UPDATE: State denies FART
The license plate that won over the hearts of thousands is officially being recalled by the DMV. But it's not going away.
Early last week, the North Carolina Rabbit Hole brought you the story of Karly Sindy of Asheville, who requested, and received, a specialized FART license plate for her truck. She ordered it last October, received it in November (to her great astonishment), and drove around with it for three months, getting second looks and sparking great conversations along the way. Last month, someone complained about the plate to the NCDMV, which told her she had to remove the plate unless she could make a convincing case to keep it.

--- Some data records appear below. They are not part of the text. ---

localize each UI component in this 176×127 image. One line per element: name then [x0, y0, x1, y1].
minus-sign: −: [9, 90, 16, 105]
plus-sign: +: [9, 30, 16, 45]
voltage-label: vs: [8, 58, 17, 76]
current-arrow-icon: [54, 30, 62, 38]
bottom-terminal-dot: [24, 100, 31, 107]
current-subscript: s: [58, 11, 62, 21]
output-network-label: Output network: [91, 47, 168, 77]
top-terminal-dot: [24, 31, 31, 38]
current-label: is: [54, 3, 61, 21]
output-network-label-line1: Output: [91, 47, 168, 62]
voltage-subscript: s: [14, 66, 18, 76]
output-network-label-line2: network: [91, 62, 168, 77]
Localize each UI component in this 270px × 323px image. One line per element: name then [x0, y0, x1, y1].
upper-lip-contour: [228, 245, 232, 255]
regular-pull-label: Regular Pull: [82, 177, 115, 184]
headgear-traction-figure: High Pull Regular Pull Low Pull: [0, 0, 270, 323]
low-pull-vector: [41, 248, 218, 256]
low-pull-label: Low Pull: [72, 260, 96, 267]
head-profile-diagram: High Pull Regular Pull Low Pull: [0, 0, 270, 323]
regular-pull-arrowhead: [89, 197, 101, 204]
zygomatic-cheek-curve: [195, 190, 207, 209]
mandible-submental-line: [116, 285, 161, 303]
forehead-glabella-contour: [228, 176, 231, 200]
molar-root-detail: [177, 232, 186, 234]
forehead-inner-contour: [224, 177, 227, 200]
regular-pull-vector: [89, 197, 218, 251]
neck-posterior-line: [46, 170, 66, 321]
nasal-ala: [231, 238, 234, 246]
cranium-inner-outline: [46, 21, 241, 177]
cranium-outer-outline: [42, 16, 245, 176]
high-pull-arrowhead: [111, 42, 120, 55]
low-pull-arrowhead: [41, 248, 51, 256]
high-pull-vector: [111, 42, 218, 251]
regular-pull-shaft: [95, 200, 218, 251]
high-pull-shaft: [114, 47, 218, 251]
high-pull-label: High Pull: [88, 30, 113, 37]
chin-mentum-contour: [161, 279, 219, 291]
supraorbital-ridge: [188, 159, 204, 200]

So, on the same day she received the letter, Sindy went to Reddit to ask what to do. A few redditors had suggestions, and by noon, Sindy had created a website for an organization named the Friends of Asheville Recreational Trails. They held their very first meeting that night. Fifteen people showed up. Soon after, people made logos, and the story got a ton of media coverage. Sindy herself ended up on Jimmy Kimmel Live! to plead her case to America. She also mailed an appeal to the DMV, saying FART the plate represented F.A.R.T. the hiking group.
Well, it turns out that Sindy won’t be able to keep the plate on her truck after all. Yesterday afternoon, she got a call from the NCDMV saying her appeal was denied.
“Ms. Sindy will not be able to keep the plate on her vehicle,” NCDOT spokesman Marty Honan said in an email to the Rabbit Hole. “The text has been on our unapproved list for some time and should not have been issued.”
But! “We are going to let her keep the plate as a commemorative token (not on her vehicle),” Honan wrote. Normally, the state requests that offending plates be returned and destroyed.
In a way, the plate was always going to live on. After the initial burst of publicity, Sindy sold stickers and t-shirts featuring the FART license plate and various community-designed F.A.R.T. logos. All of the proceeds from those is going to benefit Read to Succeed Asheville, and so far, F.A.R.T. fans have raised hundreds of dollars for that organization. The club itself is holding its second meeting on Sunday at Richmond Hill Park in Asheville. Even though the plate is gone, the FART will linger. “I didn’t just go viral in vain,” Sindy says.
This week, the plate was featured in an editorial in the Wilson Times, which argued that FART is actually a free speech issue (literally, you cannot spell “First Amendment” without “FART”). But Karly says she’s not going to take this to court. “I can’t think of a bigger waste of money and resources” she says, laughing.
Already, though, the tongue-in-cheek mourning has begun. (Sindy just posted a goodbye TikTok set to Elton John’s “Candle in the Wind.”) But the plate is not coming off the Taco FART truck just yet. The state normally mails a regular, standard license plate as a replacement, but in this case, she says, they’re sending her an application for a new personalized plate. “That was their effort at humanity,” she says. So, what’s she going to request? “I think PHART would be a good one.”
R.I.P. FART (see what I did there?)
This story was featured on Wait... Wait, Don't Tell Me this Weekend. It was the correct story in the "bluff the listener" game.